Hitchens' best work has always included polytechnic prose, deep critical thinking, compassion and an unerring appreciation for comic irony.  Some pieces that immediately spring to mind include Hitchens' promulgations on the death penalty, "Scenes from an Execution" (which along with Camus' "Reflections on the Guillotine" should be considered the last word on capital punishment), his response to the modern banalities of a heavily commercialized Route 66, the examination of Karl Marx's career as a journalist, the brilliant books on OrwellHenry Kissinger and the Elgin Marbles.  As I mentioned in my immediate reaction to Hitchens' death,  the man was also extremely generous with his time and genuinely seemed to care about the thinking and well being of his readership.  As embodied in his best work, the man's prose could be absolutely stunning. Hitchens had a kinetic, full-voiced style of writing. He disparaged cliché and mined the English language and literature for always just the right turn of phrase.  It may have been, ironically, that horror of cliché that lead to Hitchens to take some of his more ludicrous and reactionary stances.  
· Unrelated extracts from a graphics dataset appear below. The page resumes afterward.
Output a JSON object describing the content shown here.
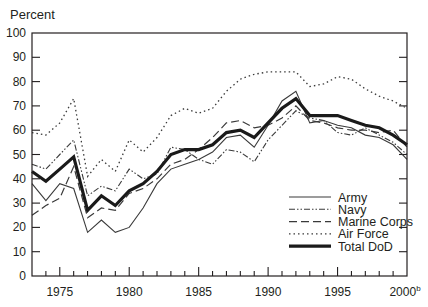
{
  "chart_data": {
    "type": "line",
    "title": "",
    "ylabel": "Percent",
    "xlabel": "",
    "ylim": [
      0,
      100
    ],
    "xlim": [
      1973,
      2000
    ],
    "yticks": [
      0,
      10,
      20,
      30,
      40,
      50,
      60,
      70,
      80,
      90,
      100
    ],
    "xticks": [
      1975,
      1980,
      1985,
      1990,
      1995,
      2000
    ],
    "xtick_labels": [
      "1975",
      "1980",
      "1985",
      "1990",
      "1995",
      "2000"
    ],
    "last_xtick_superscript": "b",
    "grid": false,
    "legend_position": "lower-right inside",
    "x": [
      1973,
      1974,
      1975,
      1976,
      1977,
      1978,
      1979,
      1980,
      1981,
      1982,
      1983,
      1984,
      1985,
      1986,
      1987,
      1988,
      1989,
      1990,
      1991,
      1992,
      1993,
      1994,
      1995,
      1996,
      1997,
      1998,
      1999,
      2000
    ],
    "series": [
      {
        "name": "Army",
        "style": "solid-thin",
        "values": [
          38,
          31,
          38,
          36,
          18,
          23,
          18,
          20,
          28,
          38,
          44,
          46,
          48,
          51,
          57,
          58,
          53,
          62,
          72,
          76,
          63,
          64,
          62,
          61,
          58,
          57,
          54,
          48
        ]
      },
      {
        "name": "Navy",
        "style": "dash-dot-dot",
        "values": [
          46,
          44,
          50,
          56,
          33,
          37,
          35,
          44,
          40,
          42,
          53,
          52,
          48,
          46,
          52,
          51,
          47,
          56,
          62,
          68,
          65,
          64,
          59,
          58,
          61,
          58,
          55,
          50
        ]
      },
      {
        "name": "Marine Corps",
        "style": "long-dash",
        "values": [
          25,
          29,
          32,
          45,
          24,
          28,
          27,
          34,
          36,
          40,
          46,
          48,
          52,
          57,
          63,
          64,
          61,
          62,
          65,
          70,
          64,
          63,
          61,
          60,
          60,
          59,
          60,
          53
        ]
      },
      {
        "name": "Air Force",
        "style": "dotted",
        "values": [
          59,
          58,
          63,
          73,
          41,
          48,
          43,
          56,
          51,
          57,
          66,
          69,
          67,
          69,
          76,
          81,
          83,
          84,
          84,
          84,
          78,
          79,
          82,
          81,
          77,
          74,
          72,
          69
        ]
      },
      {
        "name": "Total DoD",
        "style": "solid-thick",
        "values": [
          43,
          39,
          44,
          49,
          27,
          33,
          29,
          35,
          38,
          43,
          50,
          52,
          52,
          54,
          59,
          60,
          57,
          63,
          69,
          73,
          66,
          66,
          66,
          64,
          62,
          61,
          58,
          54
        ]
      }
    ]
  },
  "colors": {
    "ink": "#231f20",
    "series": "#3a3a3a",
    "total": "#1a1a1a"
  }
}
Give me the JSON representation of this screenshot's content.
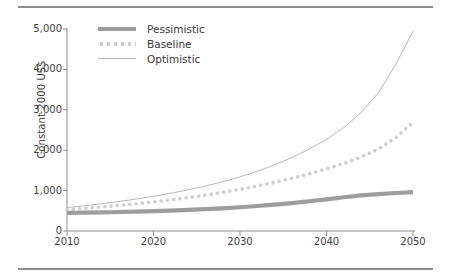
{
  "figure": {
    "top_rule": "",
    "bottom_rule": ""
  },
  "chart_data": {
    "type": "line",
    "title": "",
    "xlabel": "",
    "ylabel": "Constant 2000 US$",
    "xlim": [
      2010,
      2050
    ],
    "ylim": [
      0,
      5000
    ],
    "grid": false,
    "legend_position": "top-left",
    "x_ticks": [
      "2010",
      "2020",
      "2030",
      "2040",
      "2050"
    ],
    "y_ticks": [
      "0",
      "1,000",
      "2,000",
      "3,000",
      "4,000",
      "5,000"
    ],
    "x": [
      2010,
      2012,
      2014,
      2016,
      2018,
      2020,
      2022,
      2024,
      2026,
      2028,
      2030,
      2032,
      2034,
      2036,
      2038,
      2040,
      2042,
      2044,
      2046,
      2048,
      2050
    ],
    "series": [
      {
        "name": "Pessimistic",
        "style": "thick-solid",
        "color": "#9d9d9d",
        "values": [
          450,
          455,
          462,
          470,
          480,
          492,
          506,
          522,
          540,
          562,
          588,
          618,
          652,
          692,
          736,
          784,
          836,
          880,
          912,
          940,
          960
        ]
      },
      {
        "name": "Baseline",
        "style": "dotted",
        "color": "#cfcfcf",
        "values": [
          530,
          560,
          594,
          632,
          674,
          720,
          772,
          828,
          890,
          958,
          1032,
          1114,
          1204,
          1304,
          1414,
          1536,
          1670,
          1830,
          2030,
          2310,
          2690
        ]
      },
      {
        "name": "Optimistic",
        "style": "thin-solid",
        "color": "#b8b8b8",
        "values": [
          580,
          624,
          674,
          730,
          792,
          860,
          936,
          1020,
          1114,
          1220,
          1340,
          1478,
          1636,
          1818,
          2026,
          2266,
          2560,
          2930,
          3420,
          4120,
          4950
        ]
      }
    ]
  }
}
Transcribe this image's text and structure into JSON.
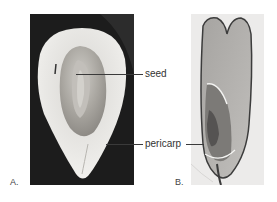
{
  "figure": {
    "panels": [
      {
        "id": "A",
        "letter": "A.",
        "description": "Longitudinal section photograph of fruit on dark background"
      },
      {
        "id": "B",
        "letter": "B.",
        "description": "Longitudinal section micrograph of grain on light background"
      }
    ],
    "labels": {
      "seed": "seed",
      "pericarp": "pericarp"
    },
    "colors": {
      "panel_a_background": "#1e1e1e",
      "panel_b_background": "#ecebea",
      "leader_line": "#3a3a3a",
      "label_text": "#333333"
    }
  }
}
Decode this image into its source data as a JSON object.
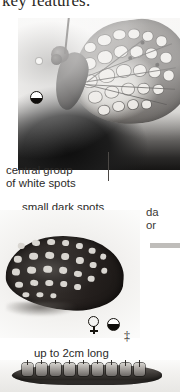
{
  "page": {
    "headline": "key features:",
    "background_color": "#ffffff"
  },
  "labels": {
    "central_spots_line1": "central group",
    "central_spots_line2": "of white spots",
    "small_dark_spots": "small dark spots",
    "size_note": "up to 2cm long",
    "right_col_line1": "da",
    "right_col_line2": "or"
  },
  "symbols": {
    "half_circle_upper": "half-filled-circle",
    "female": "♀",
    "half_circle_lower": "half-filled-circle",
    "plus_minus": "‡"
  },
  "plates": {
    "upper": {
      "caption_ref": "central group of white spots",
      "subject": "fritillary butterfly perched, wings open, greyscale photo"
    },
    "lower": {
      "caption_ref": "small dark spots",
      "subject": "dark fritillary butterfly underside, greyscale photo"
    },
    "caterpillar": {
      "caption_ref": "up to 2cm long",
      "subject": "spiny caterpillar, greyscale photo"
    }
  },
  "colors": {
    "text": "#2c2a28",
    "leader_line": "#4b4845",
    "rule": "#bfbdba",
    "ink": "#15130f"
  }
}
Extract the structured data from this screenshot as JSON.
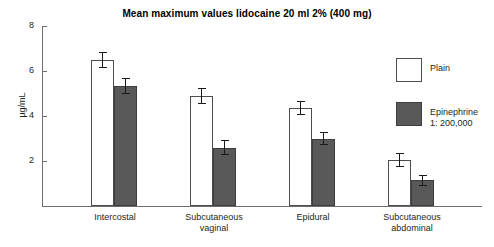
{
  "chart_data": {
    "type": "bar",
    "title": "Mean maximum values lidocaine 20 ml 2% (400 mg)",
    "xlabel": "",
    "ylabel": "µg/mL",
    "ylim": [
      0,
      8
    ],
    "yticks": [
      2,
      4,
      6,
      8
    ],
    "ytick_labels": [
      "2",
      "4",
      "6",
      "8"
    ],
    "grid": false,
    "legend_position": "right",
    "categories": [
      "Intercostal",
      "Subcutaneous\nvaginal",
      "Epidural",
      "Subcutaneous\nabdominal"
    ],
    "series": [
      {
        "name": "Plain",
        "color": "#ffffff",
        "values": [
          6.5,
          4.9,
          4.35,
          2.05
        ],
        "errors": [
          0.35,
          0.35,
          0.3,
          0.3
        ]
      },
      {
        "name": "Epinephrine\n1: 200,000",
        "color": "#595959",
        "values": [
          5.35,
          2.6,
          3.0,
          1.15
        ],
        "errors": [
          0.35,
          0.35,
          0.3,
          0.25
        ]
      }
    ]
  },
  "legend": {
    "entries": [
      {
        "label": "Plain"
      },
      {
        "label": "Epinephrine\n1: 200,000"
      }
    ]
  }
}
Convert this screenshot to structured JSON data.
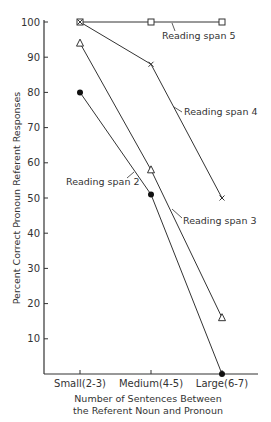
{
  "chart_data": {
    "type": "line",
    "title": "",
    "xlabel": "Number of Sentences Between the Referent Noun and Pronoun",
    "xlabel_lines": [
      "Number of Sentences Between",
      "the Referent Noun and Pronoun"
    ],
    "ylabel": "Percent Correct Pronoun Referent Responses",
    "ylim": [
      0,
      100
    ],
    "yticks": [
      10,
      20,
      30,
      40,
      50,
      60,
      70,
      80,
      90,
      100
    ],
    "grid": false,
    "legend": "inline annotations",
    "categories": [
      "Small(2-3)",
      "Medium(4-5)",
      "Large(6-7)"
    ],
    "series": [
      {
        "name": "Reading span 5",
        "marker": "square-open",
        "values": [
          100,
          100,
          100
        ]
      },
      {
        "name": "Reading span 4",
        "marker": "x",
        "values": [
          100,
          88,
          50
        ]
      },
      {
        "name": "Reading span 3",
        "marker": "triangle-open",
        "values": [
          94,
          58,
          16
        ]
      },
      {
        "name": "Reading span 2",
        "marker": "circle-filled",
        "values": [
          80,
          51,
          0
        ]
      }
    ]
  }
}
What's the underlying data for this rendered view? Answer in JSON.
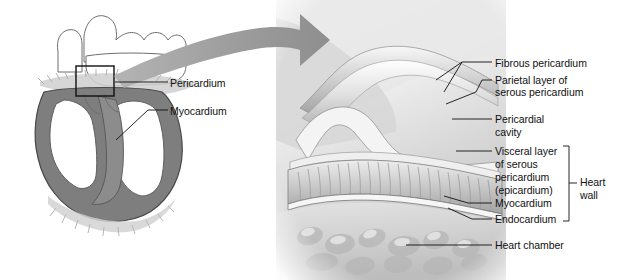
{
  "figure": {
    "background_color": "#ffffff",
    "text_color": "#111111"
  },
  "left_panel": {
    "caption": "frontal section of heart showing pericardium location",
    "labels": [
      {
        "id": "pericardium",
        "text": "Pericardium",
        "x": 170,
        "y": 77
      },
      {
        "id": "myocardium",
        "text": "Myocardium",
        "x": 170,
        "y": 105
      }
    ]
  },
  "arrow": {
    "name": "magnification-arrow",
    "color": "#9a9a9a",
    "direction": "left-to-right-curved"
  },
  "right_panel": {
    "caption": "magnified view of pericardial layers and heart wall",
    "labels": [
      {
        "id": "fibrous-pericardium",
        "text": "Fibrous pericardium",
        "x": 495,
        "y": 57
      },
      {
        "id": "parietal-layer-1",
        "text": "Parietal layer of",
        "x": 495,
        "y": 77
      },
      {
        "id": "parietal-layer-2",
        "text": "serous pericardium",
        "x": 495,
        "y": 89
      },
      {
        "id": "pericardial-cavity-1",
        "text": "Pericardial",
        "x": 495,
        "y": 114
      },
      {
        "id": "pericardial-cavity-2",
        "text": "cavity",
        "x": 495,
        "y": 127
      },
      {
        "id": "visceral-layer-1",
        "text": "Visceral layer",
        "x": 495,
        "y": 146
      },
      {
        "id": "visceral-layer-2",
        "text": "of serous",
        "x": 495,
        "y": 159
      },
      {
        "id": "visceral-layer-3",
        "text": "pericardium",
        "x": 495,
        "y": 172
      },
      {
        "id": "visceral-layer-4",
        "text": "(epicardium)",
        "x": 495,
        "y": 185
      },
      {
        "id": "myocardium-right",
        "text": "Myocardium",
        "x": 495,
        "y": 198
      },
      {
        "id": "endocardium",
        "text": "Endocardium",
        "x": 495,
        "y": 214
      },
      {
        "id": "heart-chamber",
        "text": "Heart chamber",
        "x": 495,
        "y": 240
      }
    ],
    "bracket": {
      "id": "heart-wall-bracket",
      "label_line_1": "Heart",
      "label_line_2": "wall",
      "label_x": 580,
      "label_y_1": 176,
      "label_y_2": 189
    }
  }
}
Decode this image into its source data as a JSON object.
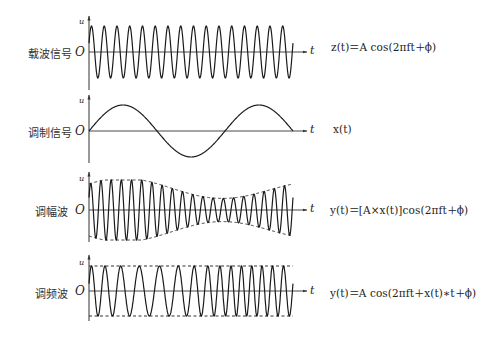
{
  "diagram": {
    "type": "signal-modulation-comparison",
    "axis_labels": {
      "y": "u",
      "x": "t",
      "origin": "O"
    },
    "rows": [
      {
        "id": "carrier",
        "label": "载波信号",
        "formula": "z(t)＝A cos(2πft＋ϕ)",
        "waveform": {
          "kind": "cosine",
          "cycles": 16,
          "amplitude": "constant",
          "envelope_dashed": false
        },
        "geometry": {
          "zero_y": 52,
          "amplitude_px": 26
        }
      },
      {
        "id": "modulating",
        "label": "调制信号",
        "formula": "x(t)",
        "waveform": {
          "kind": "sine",
          "cycles": 1.5,
          "amplitude": "constant",
          "envelope_dashed": false
        },
        "geometry": {
          "zero_y": 131,
          "amplitude_px": 26
        }
      },
      {
        "id": "am",
        "label": "调幅波",
        "formula": "y(t)＝[A×x(t)]cos(2πft＋ϕ)",
        "waveform": {
          "kind": "amplitude-modulated",
          "cycles": 20,
          "amplitude": "varies with x(t)",
          "envelope_dashed": true
        },
        "geometry": {
          "zero_y": 210,
          "amplitude_max_px": 30,
          "amplitude_min_px": 11
        }
      },
      {
        "id": "fm",
        "label": "调频波",
        "formula": "y(t)＝A cos(2πft＋x(t)∗t＋ϕ)",
        "waveform": {
          "kind": "frequency-modulated",
          "cycles": 15,
          "amplitude": "constant",
          "envelope_dashed": true
        },
        "geometry": {
          "zero_y": 291,
          "amplitude_px": 25
        }
      }
    ]
  },
  "colors": {
    "line": "#1a1a1a",
    "axis": "#333333",
    "background": "#ffffff"
  }
}
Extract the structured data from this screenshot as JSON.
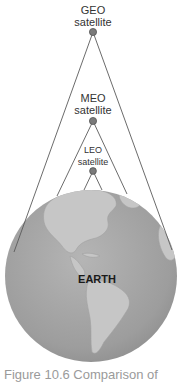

The defection of Hitchens to neoconservatism seems to have brought out the very worst in him.  Many of his later pieces on Iraq war and on Islamic terror have a somewhat deflated feel about them. In some ways, Hitchens came to resemble the reactionary latter day Evelyn Waugh. Unlike Hitchens; however, Waugh at least had the good sense at self parody, writing what Hitchens himself called  his 'own literary obituary' in Basil Seal Rides Again:

His voice was not the same instrument as of old. He had first assumed it as a conscious imposture; it had become habitual to him; the antiquated, worldly-wise moralities which using that voice, he had felt himself obliged to utter, had become his settled opinions.

If there is a clear summary of Hitchens' views post 9/11, this is it.  Full of bluster, pressed with sound and fury and saying nothing - but also, at the same time, saying everything about Hitchens himself.  Hitchens' gifts as a writer and as a thinker were prodigious, but so too was his gradual intellectual dilapidation.  If there is any justice, he will be remembered more for all the good than for the bad.  However, justice would also dictate that the unknowingly self-parodying and self-imposed asterisks of ideological thinking will always remain as a blemish on his legacy.